Shares of Tesla climbed 1.6% to $348.40 on June 13 as investors digested the previous day's landmark event: SpaceX officially launched its initial public offering, and with it, a fresh wave of speculation that Elon Musk could eventually fold his rocket company and his carmaker into a single entity. SpaceX's Record IPO Reignites Tesla Merger Speculation — But Would a $3 Trillion-Plus Union Create Value or Just Complexity?

Shares shifted as SpaceX completed the largest IPO in history on June 12, closing its first day at $160.95 — a 19% pop that briefly pushed its value above $2.25 trillion. The debut instantly revived the biggest question hanging over Tesla investors: will Elon Musk combine his two publicly traded empires into one?

• The Biggest IPO Ever Hands Musk a New Currency for Deals

The company raised roughly $75 billion selling more than 555 million shares at its offer price of $135. That cash pile and a liquid, publicly traded stock give Musk the tools to execute an all-stock or hybrid merger that was structurally impossible when SpaceX was private. Musk retains over 82% voting control of SpaceX after the offering , meaning he faces virtually no board resistance on either side. One analyst noted Musk "won't have to worry about pushback" from SpaceX's board, given his 85% voting power.

• Wall Street Sees an 80% Chance of a Tie-Up Within a Year

Wedbush's Dan Ives indicated an 80% likelihood of a merger between Tesla and SpaceX within the next year.

SpaceX President Gwynne Shotwell herself hinted at the possibility, noting that combining the companies "might make Elon Musk's life a little easier." But prediction markets are cooler: Kalshi traders placed only 33% odds the deal closes before May 2027. That gap signals real uncertainty about timing and terms.

• A Combined Company Could Be Worth Over $3 Trillion — On Paper

Quick math shows a combined SpaceX-Tesla giant could be worth more than $3 trillion, leapfrogging Amazon and Microsoft. Yet the financial fit is rough. SpaceX's 2025 revenue rose 33% to $18.7 billion, but its net loss reached $4.9 billion. Tesla's own $3.8 billion in 2025 net income would be diluted by absorbing those losses. SpaceX's $1.77 trillion valuation works out to roughly 94.7 times annual sales — a staggering premium that Tesla shareholders would effectively be buying into.

• Tesla's Core Auto Business Faces Its Own Pressures

In China, Tesla fell behind BYD, Geely, and Chery in EV sales in April; BYD defeated Tesla as the leading global EV seller last year. A merger could distract from those competitive battles — or, as bulls argue, redefine Tesla as an AI-and-infrastructure conglomerate rather than a slowing automaker. Morningstar sees "a solid business case for a merger, but not without hurdles."

At $348.40, Tesla trades at roughly 365× earnings — a price that already bakes in extraordinary ambitions. Whether a SpaceX union adds substance or just spectacle is the trillion-dollar question shareholders now face.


• What the task requires: Among the lines below, copy each one in which "points" appears.
-------- Records shown
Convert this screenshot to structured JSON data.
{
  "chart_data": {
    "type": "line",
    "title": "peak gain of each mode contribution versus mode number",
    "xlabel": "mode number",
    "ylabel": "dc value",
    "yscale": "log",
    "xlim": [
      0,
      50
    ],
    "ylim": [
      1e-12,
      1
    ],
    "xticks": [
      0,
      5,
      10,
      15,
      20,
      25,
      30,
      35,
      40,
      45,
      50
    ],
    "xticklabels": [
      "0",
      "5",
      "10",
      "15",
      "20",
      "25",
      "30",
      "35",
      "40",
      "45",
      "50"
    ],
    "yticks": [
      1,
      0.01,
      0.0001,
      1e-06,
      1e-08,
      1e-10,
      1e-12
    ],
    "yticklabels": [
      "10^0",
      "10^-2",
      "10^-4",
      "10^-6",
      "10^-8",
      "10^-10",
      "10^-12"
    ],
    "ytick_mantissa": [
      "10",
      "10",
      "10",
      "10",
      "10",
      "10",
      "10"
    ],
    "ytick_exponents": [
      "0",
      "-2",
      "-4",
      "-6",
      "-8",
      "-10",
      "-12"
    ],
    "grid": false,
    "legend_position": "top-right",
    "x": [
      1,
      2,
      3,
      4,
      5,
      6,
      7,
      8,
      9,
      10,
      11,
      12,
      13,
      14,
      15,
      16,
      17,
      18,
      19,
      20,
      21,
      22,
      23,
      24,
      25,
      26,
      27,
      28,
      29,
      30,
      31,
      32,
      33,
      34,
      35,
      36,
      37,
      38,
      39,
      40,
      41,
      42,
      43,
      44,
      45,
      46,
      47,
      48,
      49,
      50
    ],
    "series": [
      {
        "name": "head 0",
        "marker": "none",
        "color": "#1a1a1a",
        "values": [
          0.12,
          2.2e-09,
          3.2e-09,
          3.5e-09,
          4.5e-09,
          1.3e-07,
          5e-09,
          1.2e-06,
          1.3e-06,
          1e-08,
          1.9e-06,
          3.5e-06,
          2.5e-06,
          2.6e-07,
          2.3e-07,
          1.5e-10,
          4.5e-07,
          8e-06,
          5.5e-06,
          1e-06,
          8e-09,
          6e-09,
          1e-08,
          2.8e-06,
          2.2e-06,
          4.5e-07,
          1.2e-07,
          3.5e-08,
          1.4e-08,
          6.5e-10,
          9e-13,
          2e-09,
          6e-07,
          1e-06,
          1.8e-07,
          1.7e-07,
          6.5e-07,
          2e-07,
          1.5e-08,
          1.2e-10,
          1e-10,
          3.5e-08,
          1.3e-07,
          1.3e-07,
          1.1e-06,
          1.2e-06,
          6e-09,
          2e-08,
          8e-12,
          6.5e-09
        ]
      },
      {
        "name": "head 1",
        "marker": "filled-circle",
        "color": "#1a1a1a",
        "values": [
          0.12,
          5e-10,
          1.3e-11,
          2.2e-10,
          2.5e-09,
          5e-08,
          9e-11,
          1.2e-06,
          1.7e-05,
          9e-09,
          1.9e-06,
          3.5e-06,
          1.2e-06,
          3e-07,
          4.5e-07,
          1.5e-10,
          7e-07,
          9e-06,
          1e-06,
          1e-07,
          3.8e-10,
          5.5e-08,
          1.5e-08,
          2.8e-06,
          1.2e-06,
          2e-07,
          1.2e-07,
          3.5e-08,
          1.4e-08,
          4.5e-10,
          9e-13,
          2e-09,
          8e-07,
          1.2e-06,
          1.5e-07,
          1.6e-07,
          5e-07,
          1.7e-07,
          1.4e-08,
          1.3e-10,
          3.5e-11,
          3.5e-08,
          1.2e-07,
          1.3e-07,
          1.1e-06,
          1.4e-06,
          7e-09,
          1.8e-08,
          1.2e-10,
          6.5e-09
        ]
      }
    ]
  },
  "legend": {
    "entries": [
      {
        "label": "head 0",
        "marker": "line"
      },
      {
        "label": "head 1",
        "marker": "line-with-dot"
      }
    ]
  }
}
----------------
-------- Records shown
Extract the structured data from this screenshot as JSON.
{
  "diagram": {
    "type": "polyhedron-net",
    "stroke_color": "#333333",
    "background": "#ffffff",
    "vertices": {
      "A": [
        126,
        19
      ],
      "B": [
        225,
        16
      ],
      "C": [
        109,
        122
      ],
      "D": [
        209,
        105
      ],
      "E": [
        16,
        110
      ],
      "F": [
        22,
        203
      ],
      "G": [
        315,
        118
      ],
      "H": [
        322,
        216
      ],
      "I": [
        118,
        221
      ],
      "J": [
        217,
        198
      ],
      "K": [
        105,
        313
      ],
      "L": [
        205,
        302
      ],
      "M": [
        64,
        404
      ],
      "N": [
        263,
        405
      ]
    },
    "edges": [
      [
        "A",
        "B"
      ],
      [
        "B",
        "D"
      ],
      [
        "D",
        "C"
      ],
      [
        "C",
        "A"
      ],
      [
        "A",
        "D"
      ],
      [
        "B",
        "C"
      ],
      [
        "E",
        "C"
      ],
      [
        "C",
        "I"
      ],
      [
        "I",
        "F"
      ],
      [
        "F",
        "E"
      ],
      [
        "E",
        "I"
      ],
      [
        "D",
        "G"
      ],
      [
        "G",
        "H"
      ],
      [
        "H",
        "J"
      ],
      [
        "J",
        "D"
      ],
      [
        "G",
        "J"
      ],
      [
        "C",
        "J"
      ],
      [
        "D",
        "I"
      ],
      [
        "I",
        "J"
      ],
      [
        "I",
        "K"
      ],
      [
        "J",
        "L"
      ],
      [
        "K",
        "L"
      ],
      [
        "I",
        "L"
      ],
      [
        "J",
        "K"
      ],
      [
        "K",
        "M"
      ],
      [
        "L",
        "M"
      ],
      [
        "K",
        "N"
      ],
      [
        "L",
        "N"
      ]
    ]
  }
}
----------------
-------- Records shown
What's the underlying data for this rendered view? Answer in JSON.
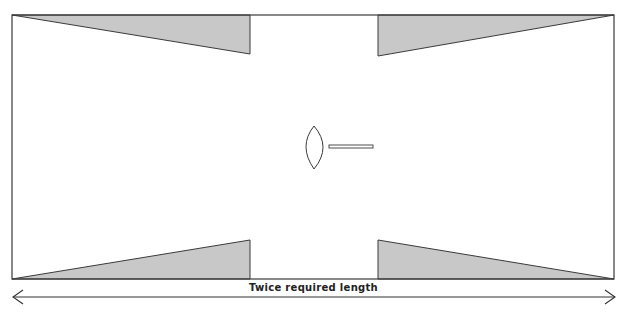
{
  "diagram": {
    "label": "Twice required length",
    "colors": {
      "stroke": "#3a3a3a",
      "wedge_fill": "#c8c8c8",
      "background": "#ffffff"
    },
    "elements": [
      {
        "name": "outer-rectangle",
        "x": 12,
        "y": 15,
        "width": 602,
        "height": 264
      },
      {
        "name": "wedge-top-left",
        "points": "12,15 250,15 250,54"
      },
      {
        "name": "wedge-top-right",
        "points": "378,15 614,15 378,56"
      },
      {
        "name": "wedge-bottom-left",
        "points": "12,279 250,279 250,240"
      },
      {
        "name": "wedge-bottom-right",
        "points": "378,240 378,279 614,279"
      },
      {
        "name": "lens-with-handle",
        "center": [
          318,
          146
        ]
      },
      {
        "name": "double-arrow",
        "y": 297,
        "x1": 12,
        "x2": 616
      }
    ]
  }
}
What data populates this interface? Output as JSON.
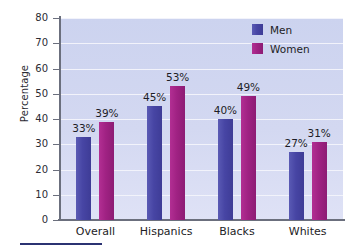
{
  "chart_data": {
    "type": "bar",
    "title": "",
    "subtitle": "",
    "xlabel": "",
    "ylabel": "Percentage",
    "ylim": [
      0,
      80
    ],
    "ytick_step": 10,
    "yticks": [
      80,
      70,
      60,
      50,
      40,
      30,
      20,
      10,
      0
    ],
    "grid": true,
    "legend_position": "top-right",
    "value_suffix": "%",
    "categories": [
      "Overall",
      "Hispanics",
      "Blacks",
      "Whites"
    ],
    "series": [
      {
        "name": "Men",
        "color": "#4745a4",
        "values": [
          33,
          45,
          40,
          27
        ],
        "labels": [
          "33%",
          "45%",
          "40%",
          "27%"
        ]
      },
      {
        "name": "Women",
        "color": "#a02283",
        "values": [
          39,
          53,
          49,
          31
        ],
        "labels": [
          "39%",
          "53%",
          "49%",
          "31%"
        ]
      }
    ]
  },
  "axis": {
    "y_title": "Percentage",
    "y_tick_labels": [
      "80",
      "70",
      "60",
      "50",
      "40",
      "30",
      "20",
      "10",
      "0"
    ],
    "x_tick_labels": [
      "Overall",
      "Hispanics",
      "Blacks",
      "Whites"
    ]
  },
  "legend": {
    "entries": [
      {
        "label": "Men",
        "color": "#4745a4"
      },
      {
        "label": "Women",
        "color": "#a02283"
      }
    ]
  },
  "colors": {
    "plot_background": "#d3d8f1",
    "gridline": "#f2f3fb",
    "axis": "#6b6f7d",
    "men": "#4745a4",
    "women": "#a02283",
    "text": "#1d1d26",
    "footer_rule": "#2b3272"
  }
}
----------------
• Reply to the task:
        "points": "12,15 250,15 250,54"
        "points": "378,15 614,15 378,56"
        "points": "12,279 250,279 250,240"
        "points": "378,240 378,279 614,279"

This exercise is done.